Comment on Spicy Air ☢️
Tar_alcaran@sh.itjust.works 6 days agoBut solar and nuclear aren’t the same thing. You can’t compare a solar kWh with a nuclear one. If you want to guarantee the same constant output from solar as you get from nuclear, you need immense battery storage or hugely oversized solar.
The choice isn’t “Solar/Wind OR Nuclear”, the choice is “Solar/Wind AND fossil fuels” or “Solar/Wind AND nuclear”. Every time someone opposes nuclear power in favour of something else, that something else is fossil fuels, even if you personally think you’re promoting renewables.
Redjard@reddthat.com 5 days ago
That is priced in yeah. Until recently that would have made it more expensive, but we now have the tipping point where overbuilt solar and batteries beat nuclear in price so finally there are no more caveats. Solar is cheaper, even at high latitudes like in northern europe, even for baseload application with big battery buffers right next to the solar farm.
I see a ton of them being spammed out like that now, solar fields with batteries in a small house in the middle, or in boxes along one side of the field.
Solar itself is so cheap, that overbuilding or latitude hardly factor in, it’s mostly about the batteries.
The solar costs are also mainly the land and the construction of the frames.
Tar_alcaran@sh.itjust.works 5 days ago
Honestly, that sounds extremely unlikely. I don’t live that far north in europe, and while I manage about 0kWh on my residental panels on a yearly basis. Thanks to seasonal changes, I would either need 5 more rooftops to keep the power on during january, or I would need to bank something like 700kWh to make it through 3 winter months. That’s not counting the electric car, or heating. Heating would roughly quadruple the numbers (being almost entirely clustered when solar isn’t producing), and the car would add roughly another house on top (assuming 50% is charged away from home).
Quick maths that I did because I wanted to try going off-grid: I would need ~100m2 of solar panels, and 2500kWh of battery storage. Or on a national level, 63 TWh of storage as well as just under a 1000km2 of solar panels if everyone lived as low-footprint as we do. And that’s just housing, it doesn’t include commercial buildings or industry.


▸ **The task**: Because the images are not wanted, restate every line below word for word without them.

▸ **Data for this exercise**:
::::::::::
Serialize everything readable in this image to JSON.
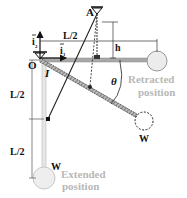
{
  "diagram": {
    "labels": {
      "point_A": "A",
      "point_O": "O",
      "unit_i1": "i",
      "unit_i1_sub": "1",
      "unit_i2": "i",
      "unit_i2_sub": "2",
      "dim_top": "L/2",
      "dim_h": "h",
      "dim_left_upper": "L/2",
      "dim_left_lower": "L/2",
      "angle": "θ",
      "inertia": "I",
      "weight_mid": "W",
      "weight_extended": "W",
      "retracted_line1": "Retracted",
      "retracted_line2": "position",
      "extended_line1": "Extended",
      "extended_line2": "position"
    },
    "colors": {
      "ink": "#111111",
      "bar_grey": "#9a9a9a",
      "faded": "#c8c8c8",
      "label_faded": "#b8b8b8"
    }
  }
}
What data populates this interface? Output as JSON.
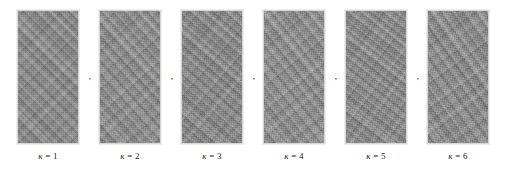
{
  "figure": {
    "type": "image-panel-row",
    "panel_count": 6,
    "background_color": "#ffffff",
    "panel_border_color": "#d8d8d8",
    "texture_mid_gray": "#949494",
    "caption_color": "#1a1a1a",
    "separator_mark": ","
  },
  "panels": [
    {
      "index": 1,
      "caption_symbol": "κ",
      "caption_relation": " = ",
      "caption_value": "1",
      "caption_full": "κ = 1",
      "separator": ","
    },
    {
      "index": 2,
      "caption_symbol": "κ",
      "caption_relation": " = ",
      "caption_value": "2",
      "caption_full": "κ = 2",
      "separator": ","
    },
    {
      "index": 3,
      "caption_symbol": "κ",
      "caption_relation": " = ",
      "caption_value": "3",
      "caption_full": "κ = 3",
      "separator": ","
    },
    {
      "index": 4,
      "caption_symbol": "κ",
      "caption_relation": " = ",
      "caption_value": "4",
      "caption_full": "κ = 4",
      "separator": ","
    },
    {
      "index": 5,
      "caption_symbol": "κ",
      "caption_relation": " = ",
      "caption_value": "5",
      "caption_full": "κ = 5",
      "separator": ","
    },
    {
      "index": 6,
      "caption_symbol": "κ",
      "caption_relation": " = ",
      "caption_value": "6",
      "caption_full": "κ = 6",
      "separator": ""
    }
  ]
}
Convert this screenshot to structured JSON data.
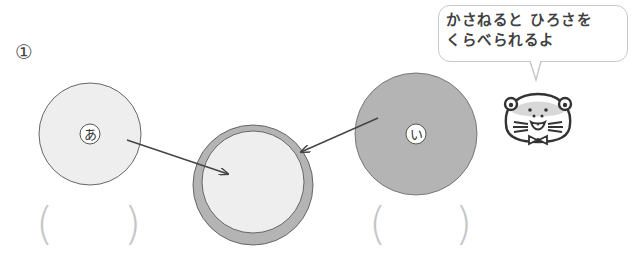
{
  "question_number": "①",
  "bubble": {
    "line1": "かさねると ひろさを",
    "line2": "くらべられるよ"
  },
  "circles": [
    {
      "id": "a",
      "label": "あ",
      "fill": "#eeeeee"
    },
    {
      "id": "i",
      "label": "い",
      "fill": "#b4b4b4"
    },
    {
      "id": "overlap",
      "outer_fill": "#b4b4b4",
      "inner_fill": "#eeeeee"
    }
  ],
  "answers": [
    {
      "open": "(",
      "close": ")",
      "value": ""
    },
    {
      "open": "(",
      "close": ")",
      "value": ""
    }
  ],
  "colors": {
    "stroke": "#555555",
    "light_fill": "#eeeeee",
    "dark_fill": "#b4b4b4",
    "paren": "#c4c4c4"
  }
}
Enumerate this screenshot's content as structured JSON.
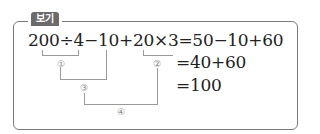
{
  "badge": {
    "label": "보기"
  },
  "expression": {
    "line1": "200÷4−10+20×3=50−10+60",
    "line2": "=40+60",
    "line3": "=100"
  },
  "steps": [
    "①",
    "②",
    "③",
    "④"
  ]
}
::::::::::
▸ **Answer area**:
Serialize everything readable in this image to JSON.
{
  "diagram": {
    "labels": {
      "point_A": "A",
      "point_O": "O",
      "unit_i1": "i",
      "unit_i1_sub": "1",
      "unit_i2": "i",
      "unit_i2_sub": "2",
      "dim_top": "L/2",
      "dim_h": "h",
      "dim_left_upper": "L/2",
      "dim_left_lower": "L/2",
      "angle": "θ",
      "inertia": "I",
      "weight_mid": "W",
      "weight_extended": "W",
      "retracted_line1": "Retracted",
      "retracted_line2": "position",
      "extended_line1": "Extended",
      "extended_line2": "position"
    },
    "colors": {
      "ink": "#111111",
      "bar_grey": "#9a9a9a",
      "faded": "#c8c8c8",
      "label_faded": "#b8b8b8"
    }
  }
}
What data populates this interface? Output as JSON.
{
  "figure": {
    "type": "image-panel-row",
    "panel_count": 6,
    "background_color": "#ffffff",
    "panel_border_color": "#d8d8d8",
    "texture_mid_gray": "#949494",
    "caption_color": "#1a1a1a",
    "separator_mark": ","
  },
  "panels": [
    {
      "index": 1,
      "caption_symbol": "κ",
      "caption_relation": " = ",
      "caption_value": "1",
      "caption_full": "κ = 1",
      "separator": ","
    },
    {
      "index": 2,
      "caption_symbol": "κ",
      "caption_relation": " = ",
      "caption_value": "2",
      "caption_full": "κ = 2",
      "separator": ","
    },
    {
      "index": 3,
      "caption_symbol": "κ",
      "caption_relation": " = ",
      "caption_value": "3",
      "caption_full": "κ = 3",
      "separator": ","
    },
    {
      "index": 4,
      "caption_symbol": "κ",
      "caption_relation": " = ",
      "caption_value": "4",
      "caption_full": "κ = 4",
      "separator": ","
    },
    {
      "index": 5,
      "caption_symbol": "κ",
      "caption_relation": " = ",
      "caption_value": "5",
      "caption_full": "κ = 5",
      "separator": ","
    },
    {
      "index": 6,
      "caption_symbol": "κ",
      "caption_relation": " = ",
      "caption_value": "6",
      "caption_full": "κ = 6",
      "separator": ""
    }
  ]
}
Convert this screenshot to structured JSON data.
{
  "question_number": "①",
  "bubble": {
    "line1": "かさねると ひろさを",
    "line2": "くらべられるよ"
  },
  "circles": [
    {
      "id": "a",
      "label": "あ",
      "fill": "#eeeeee"
    },
    {
      "id": "i",
      "label": "い",
      "fill": "#b4b4b4"
    },
    {
      "id": "overlap",
      "outer_fill": "#b4b4b4",
      "inner_fill": "#eeeeee"
    }
  ],
  "answers": [
    {
      "open": "(",
      "close": ")",
      "value": ""
    },
    {
      "open": "(",
      "close": ")",
      "value": ""
    }
  ],
  "colors": {
    "stroke": "#555555",
    "light_fill": "#eeeeee",
    "dark_fill": "#b4b4b4",
    "paren": "#c4c4c4"
  }
}
Enumerate this screenshot's content as structured JSON.
{
  "badge": {
    "label": "보기"
  },
  "expression": {
    "line1": "200÷4−10+20×3=50−10+60",
    "line2": "=40+60",
    "line3": "=100"
  },
  "steps": [
    "①",
    "②",
    "③",
    "④"
  ]
}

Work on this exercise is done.